WikiLeaks director Julian Assange said on Monday that his anti-secrecy organization never provided election information to Donald Trump campaign adviser Roger Stone or to Jerome Corsi, a conservative author and conspiracy advocate.
He made the claims in a paper posted on his official Twitter account.
Wikileaks during the campaign posted thousands of emails the U.S. said were stolen by Russian intelligence officers who now stand indicted by a grand jury on evidence presented by special counsel Robert Mueller.
Both Mr. Stone and Mr. Corsi have taken to TV and social media to proclaim their innocence as Mr. Muller investigates them in his Trump-Russia collusion probe.
The suspicion is that both got information from Wikileaks before it dispensed emails from Hillary Clinton campaign chairman John Podesta, beginning Oct. 7, 2016.
The WikiLeaks document seeks to rebut what it calls “false and defamatory” charges, many of which appeared in mainstream media publications such as the U.K.’s Guardian newspaper.
“It is clear that there is a pervasive climate of inaccurate claims about WikiLeaks and Julian Assange, including purposeful fabrications planted in otherwise ’reputable’ media outlets,” Wikileaks states. “In several instances these fabrications appear to have the intent of creating political cover for his censorship, isolation, expulsion, arrest, extradition and imprisonment.”
Each rebuttal begins with the phrase, “It is false and defamatory to suggest that Julian Assange or Wikileaks …”
For example, Mr. Assange rejects reports that he has been contacted by the Mueller team. Likewise, the Guardian report that he met with former Trump campaign manager Paul Manafort is false.
It was that story that kicked Mr. Assange into a higher gear in denying scores of “false” stories about him. He vowed to file a libel lawsuit against The Guardian.
The Wikileaks paper cites Mr. Stone and Mr. Corsi in a section that also denies the group ever provided information prior to release to Donald Trump Jr. and retired Lt. Gen. Michael Flynn.
“It is false and defamatory to suggest that WikiLeaks or Julian Assange privately provided information about its then pending 2016 U.S. election-related publications to any outside party,” the document states before naming names.
On Mr. Stone, a flamboyant Republican political operative known for hardball tactics, Mr. Assange also says, “It is false and defamatory to suggest that Julian Assange was in communication with Roger J. Stone during, or prior to, the U.S. 2016 presidential election [in fact, the only message sent from WikiLeaks was a demand that Mr. Stone cease falsely stating that he had ’communicated’ with Julian Assange].
“It is false and defamatory to suggest that there was a “back channel” between Julian Assange and Roger J. Stone during, or prior to, the U.S. 2016 presidential election.”
Mr. Stone has said in interviews that he bragged about meeting Mr. Assange when in fact he had not.
He said his Aug. 21, 2016, tweet about impending “the Podesta’s time in the barrel” wasn’t a prediction on the Wikileaks’ October 2016 email dump, but a reference to the Ukraine.
Mr. Manafort had left the campaign Aug. 19 after reports of suspicious payments from a Ukraine pro-Russian party. Mr. Podesta’s brother, Tony, ran a now-defunct consulting firm that also represented Ukrainian politicians.
Mr. Corsi, a non-campaign Trump supporter, also denies prior knowledge from WikiLeaks. He said he accurately guessed on his own that Mr. Assange’s next release, after a July 22 email mass posting, would be Mr. Podesta’s.
The WikiLeaks official paper doesn’t mention Randy Credico, a Stone acquaintance.
NBC News reported on a text exchange on Oct. 1, 2016, between the two that suggested Mr. Credico had a contact with someone close to Mr. Assange and knew an email posting was coming.
Mr. Credico told NBC, “There’s absolutely nothing there that I had any knowledge of anything that Assange was going to do because I didn’t. Where’s the smoking gun?”
Mr. Stone’s attorney, Grant Smith, told NBC, “The texts provided to NBC News demonstrate that my client, Roger Stone, has been consistent for the past two years in his assertion that Randy Credico was the person who was providing him what limited information Mr. Stone had regarding WikiLeaks.”
Mr. Stone provided a statement to The Washington Times:
“This is entirely consistent with what I have said publicly and under oath before the House Intelligence Committee. I released 30 pages of text Messages that proved that Randy Credico was the source who tipped me as to the significance and the October release of the WikiLeaks material on Hillary. These text messages also prove the Credico’s source was a lawyer working for WikiLeaks and not Assange or anyone else. I had no advance knowledge of the source or content of any of the published material including allegedly hacked emails or allegedly stolen emails. The communication referred to in the WikiLeaks communiqué in which they brushed me off was supplied to the house intelligence committee last September and was promptly leaked To the Atlantic. The text has been widely reported and it most certainly demonstrates no collusion or collaboration with WikiLeaks in fact it demonstrates the opposite.”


WHAT YOU WILL DO: Pick every line out of the entries below that holds the string "Jamison", and report them.

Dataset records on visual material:

━━━━

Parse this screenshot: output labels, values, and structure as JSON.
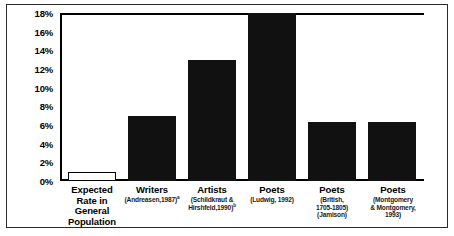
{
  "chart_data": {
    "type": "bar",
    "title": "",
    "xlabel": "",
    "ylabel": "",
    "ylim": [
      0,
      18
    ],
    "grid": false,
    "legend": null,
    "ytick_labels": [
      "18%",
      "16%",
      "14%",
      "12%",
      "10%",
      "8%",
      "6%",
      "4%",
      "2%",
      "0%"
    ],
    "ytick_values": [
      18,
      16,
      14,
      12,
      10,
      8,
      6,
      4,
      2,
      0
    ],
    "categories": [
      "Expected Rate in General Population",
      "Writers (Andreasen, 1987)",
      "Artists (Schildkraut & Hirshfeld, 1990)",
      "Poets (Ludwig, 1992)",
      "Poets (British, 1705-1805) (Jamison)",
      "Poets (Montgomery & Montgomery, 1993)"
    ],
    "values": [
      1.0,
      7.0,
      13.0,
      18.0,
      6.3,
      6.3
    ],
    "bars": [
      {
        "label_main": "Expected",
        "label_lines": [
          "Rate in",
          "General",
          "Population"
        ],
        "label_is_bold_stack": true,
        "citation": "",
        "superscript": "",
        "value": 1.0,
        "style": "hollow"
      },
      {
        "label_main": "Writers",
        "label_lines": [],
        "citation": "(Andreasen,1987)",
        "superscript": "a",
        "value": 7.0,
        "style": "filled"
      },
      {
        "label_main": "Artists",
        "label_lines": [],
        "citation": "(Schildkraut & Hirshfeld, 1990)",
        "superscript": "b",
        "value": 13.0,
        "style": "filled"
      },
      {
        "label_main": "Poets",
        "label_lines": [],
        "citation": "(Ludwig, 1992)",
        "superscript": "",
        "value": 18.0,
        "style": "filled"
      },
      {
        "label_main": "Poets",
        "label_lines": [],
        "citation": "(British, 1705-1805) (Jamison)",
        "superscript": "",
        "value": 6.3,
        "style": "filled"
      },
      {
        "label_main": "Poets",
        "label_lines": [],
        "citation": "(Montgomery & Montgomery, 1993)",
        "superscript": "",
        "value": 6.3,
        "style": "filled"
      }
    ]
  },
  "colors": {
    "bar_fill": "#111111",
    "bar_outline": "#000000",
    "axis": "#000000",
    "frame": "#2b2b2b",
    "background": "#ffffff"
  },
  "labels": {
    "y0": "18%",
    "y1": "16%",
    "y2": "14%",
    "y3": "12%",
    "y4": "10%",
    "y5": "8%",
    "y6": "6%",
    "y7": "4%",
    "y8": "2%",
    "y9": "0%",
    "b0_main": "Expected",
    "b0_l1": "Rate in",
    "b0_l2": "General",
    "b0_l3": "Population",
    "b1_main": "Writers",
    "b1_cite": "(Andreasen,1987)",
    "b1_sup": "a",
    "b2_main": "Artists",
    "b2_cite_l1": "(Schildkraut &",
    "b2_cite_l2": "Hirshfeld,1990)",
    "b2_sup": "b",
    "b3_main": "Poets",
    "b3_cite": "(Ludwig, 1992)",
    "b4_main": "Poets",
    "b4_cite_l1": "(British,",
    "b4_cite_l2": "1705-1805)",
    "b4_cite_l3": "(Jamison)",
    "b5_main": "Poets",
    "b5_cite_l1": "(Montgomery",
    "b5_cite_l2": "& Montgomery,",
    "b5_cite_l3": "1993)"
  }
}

━━━━

OUTPUT OF THE TASK:
      "Poets (British, 1705-1805) (Jamison)",
        "citation": "(British, 1705-1805) (Jamison)",
    "b4_cite_l3": "(Jamison)",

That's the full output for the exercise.